• About this task: Before repeating the entries below, strip out every picture and keep all else as it is.

━━ Dataset excerpts

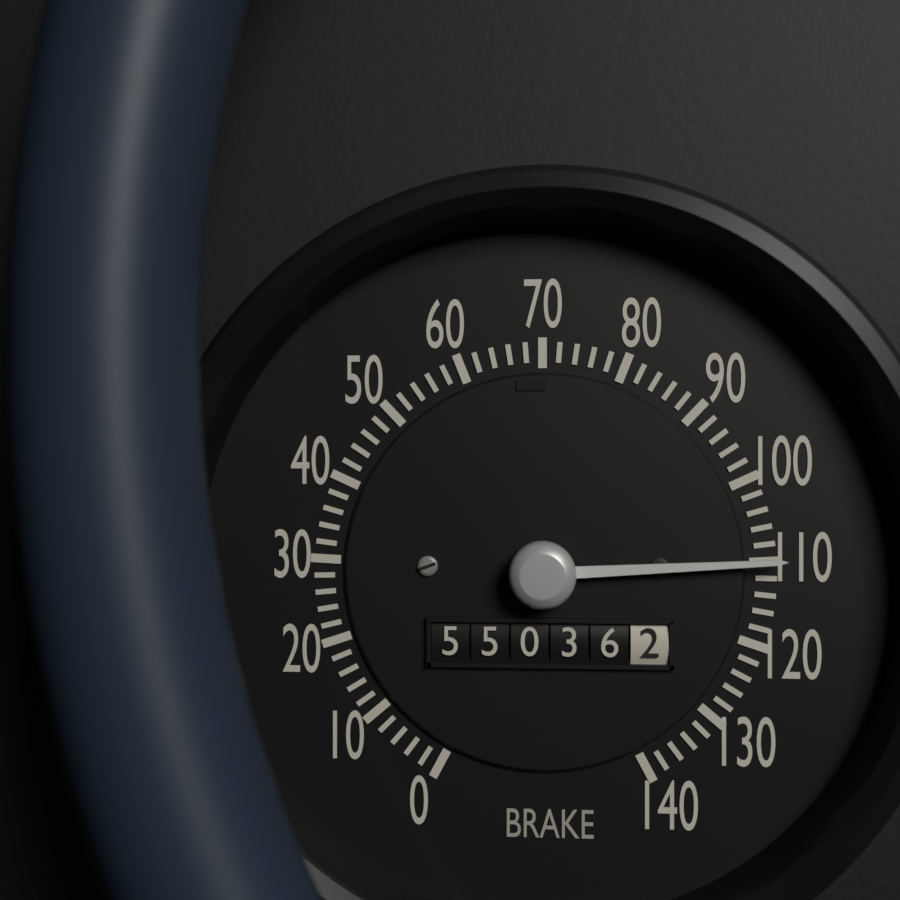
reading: 110 (no unit)
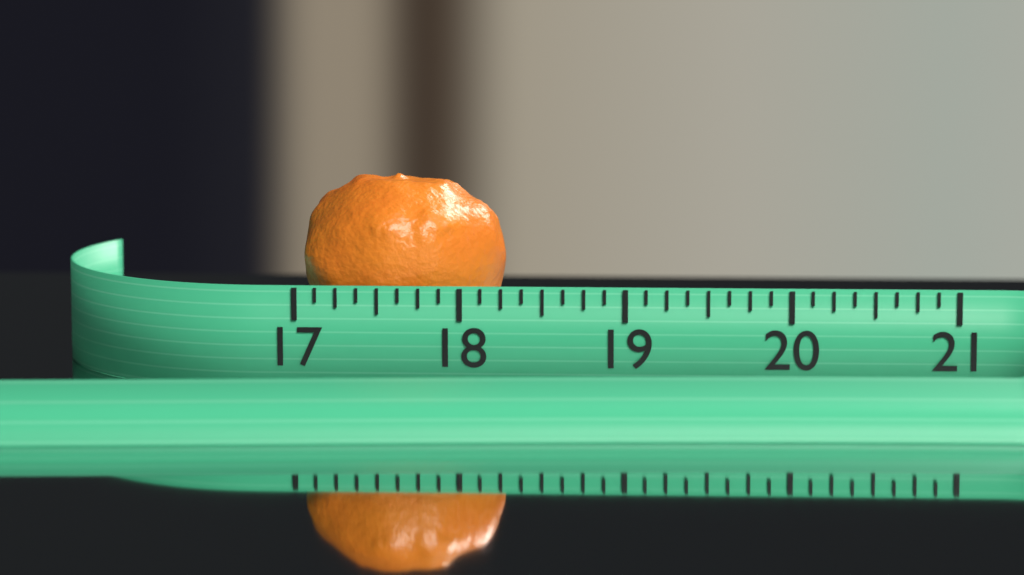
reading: 18.250 (no unit)
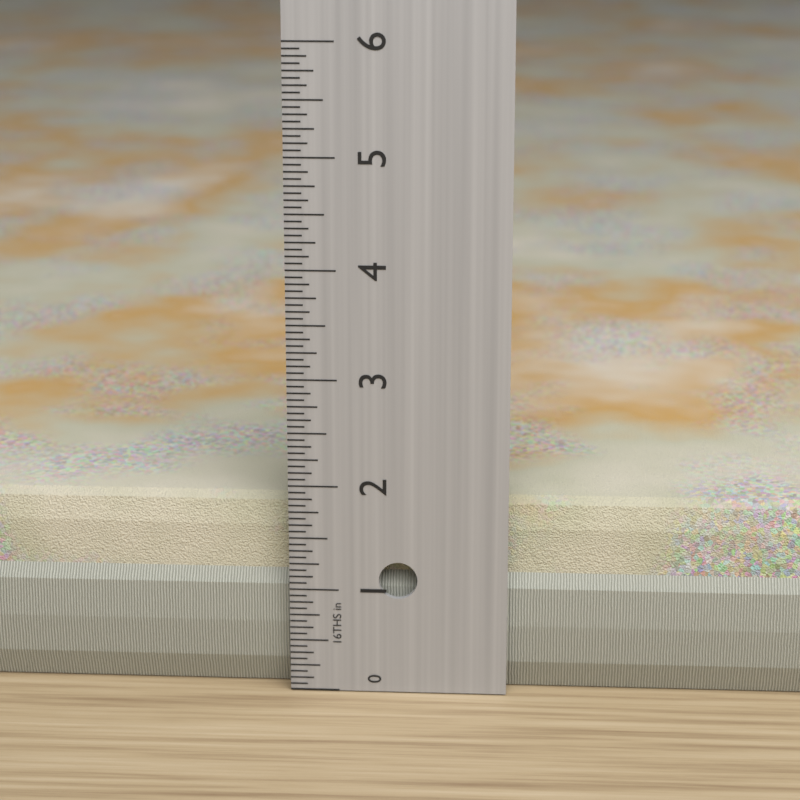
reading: 1.8125 in
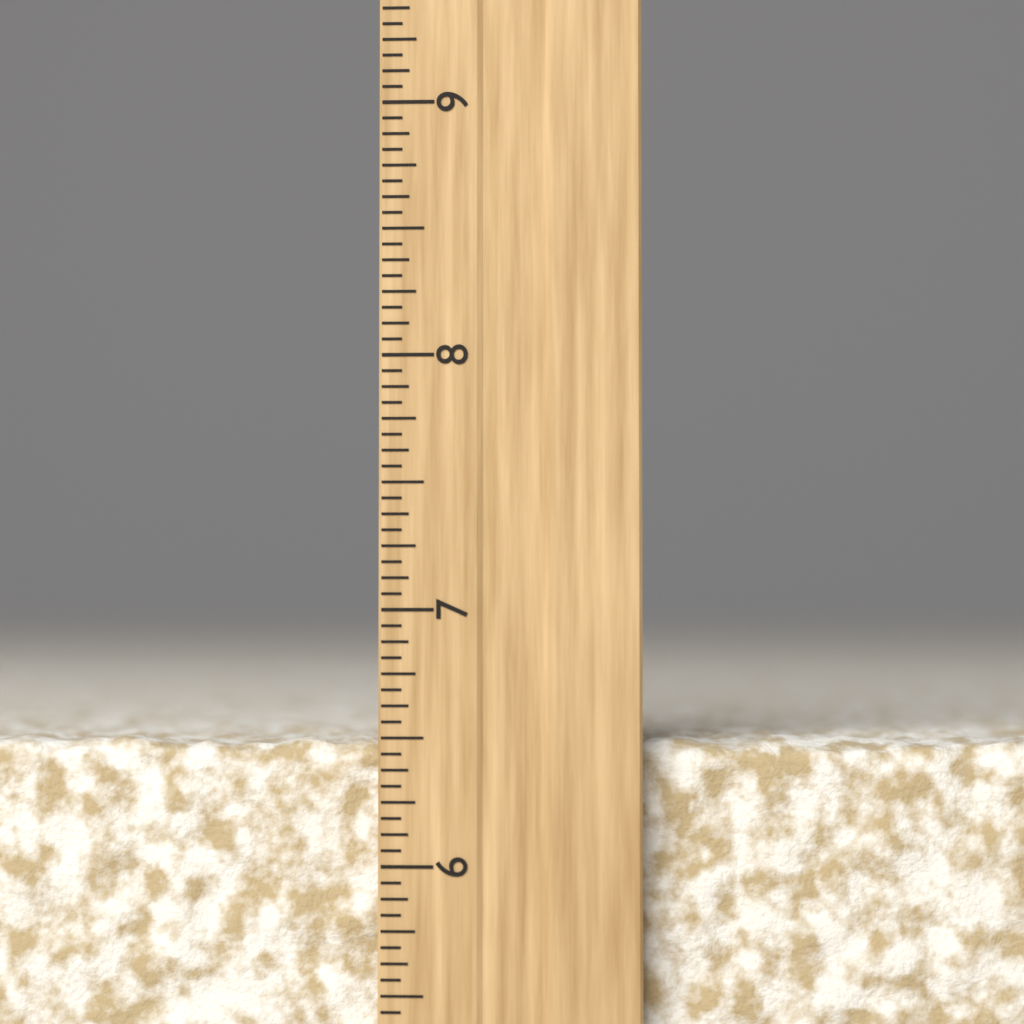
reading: 6.5000 inch
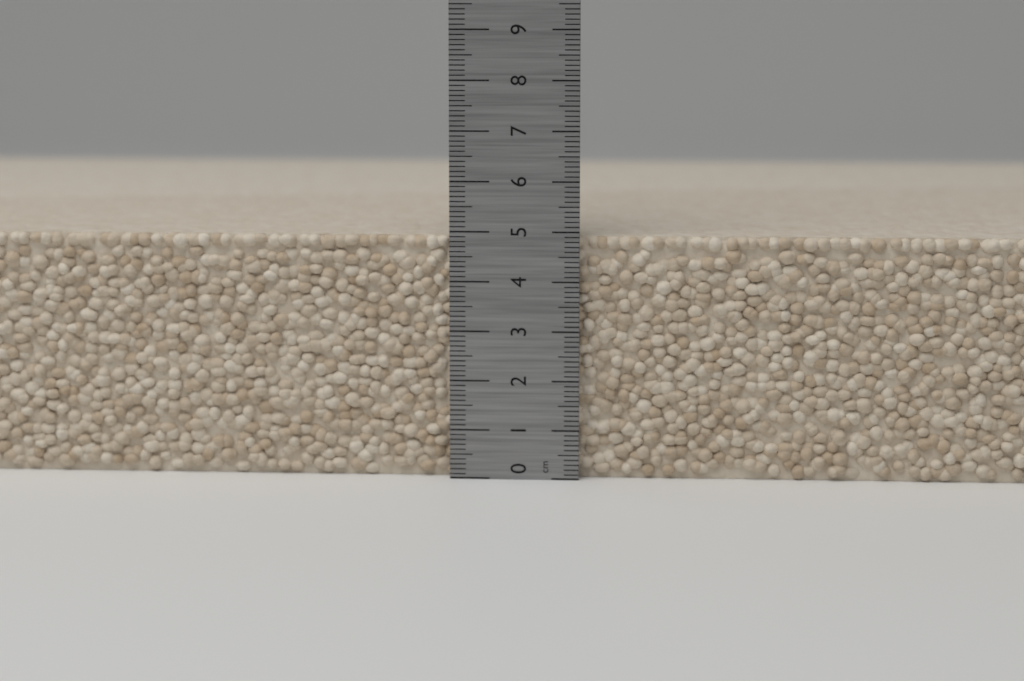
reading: 4.9 cm
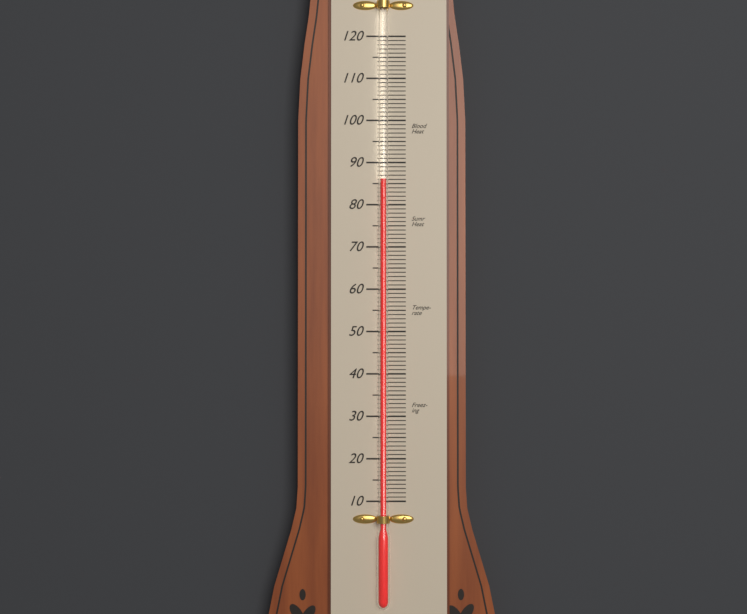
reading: 86 (no unit)
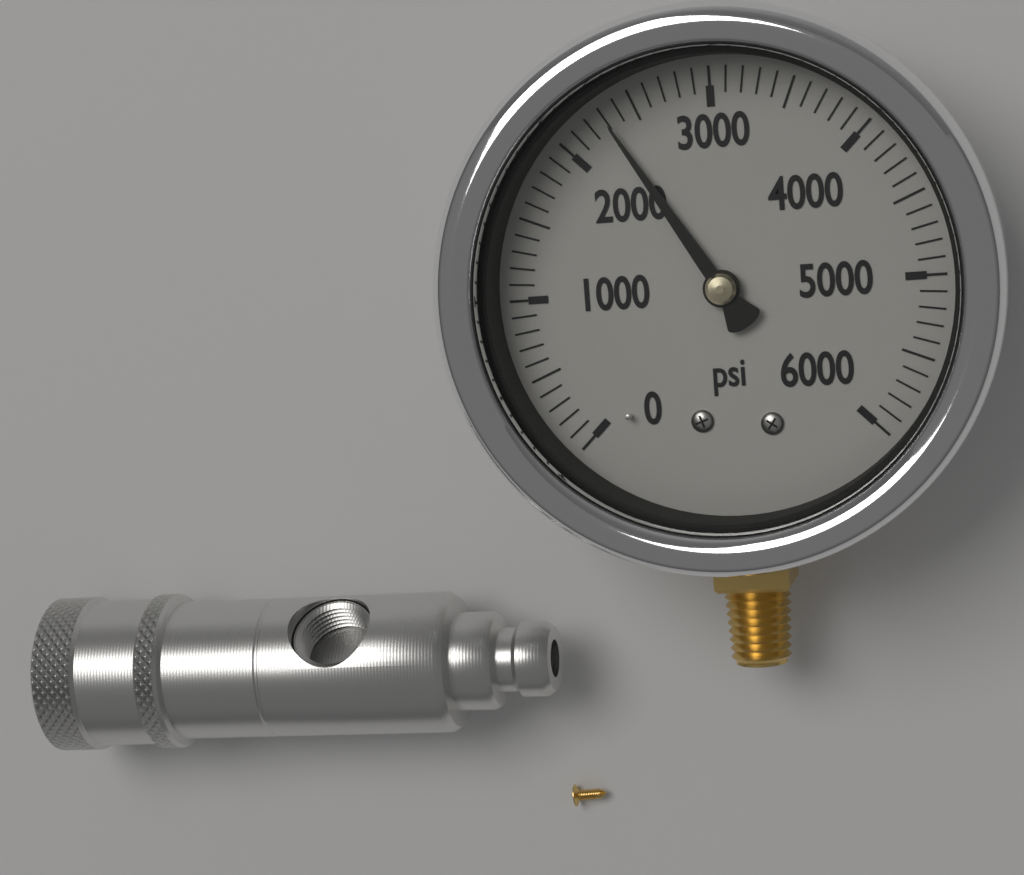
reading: 2300 psi
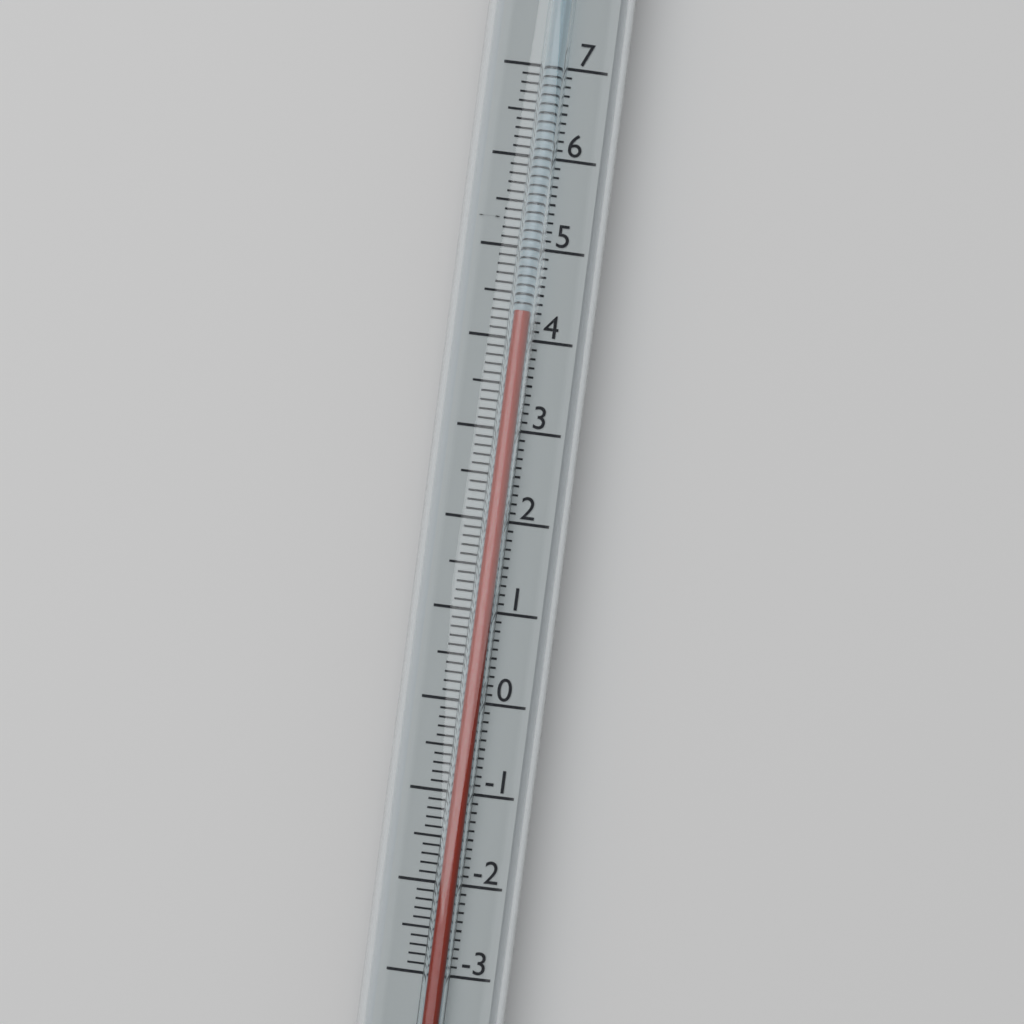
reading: 4.3 (no unit)
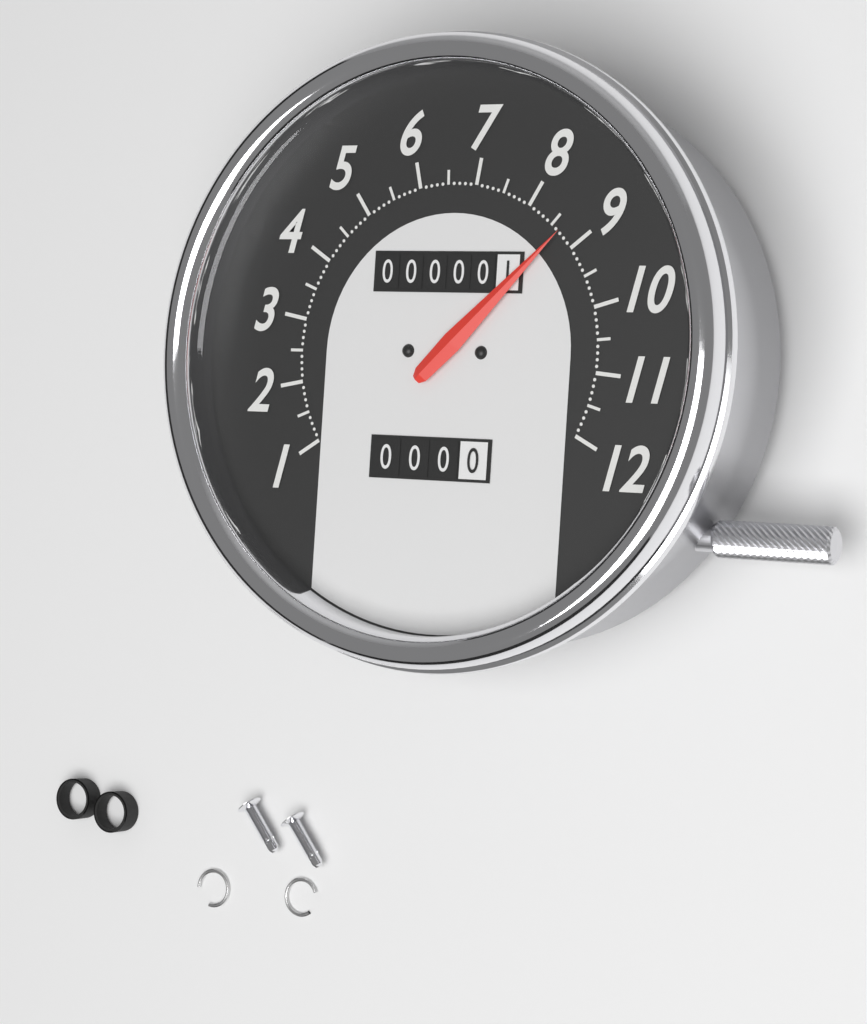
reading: 8.7 (no unit)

━━━━

• Exercise result:
reading: 110 (no unit)
reading: 18.250 (no unit)
reading: 1.8125 in
reading: 6.5000 inch
reading: 4.9 cm
reading: 86 (no unit)
reading: 2300 psi
reading: 4.3 (no unit)
reading: 8.7 (no unit)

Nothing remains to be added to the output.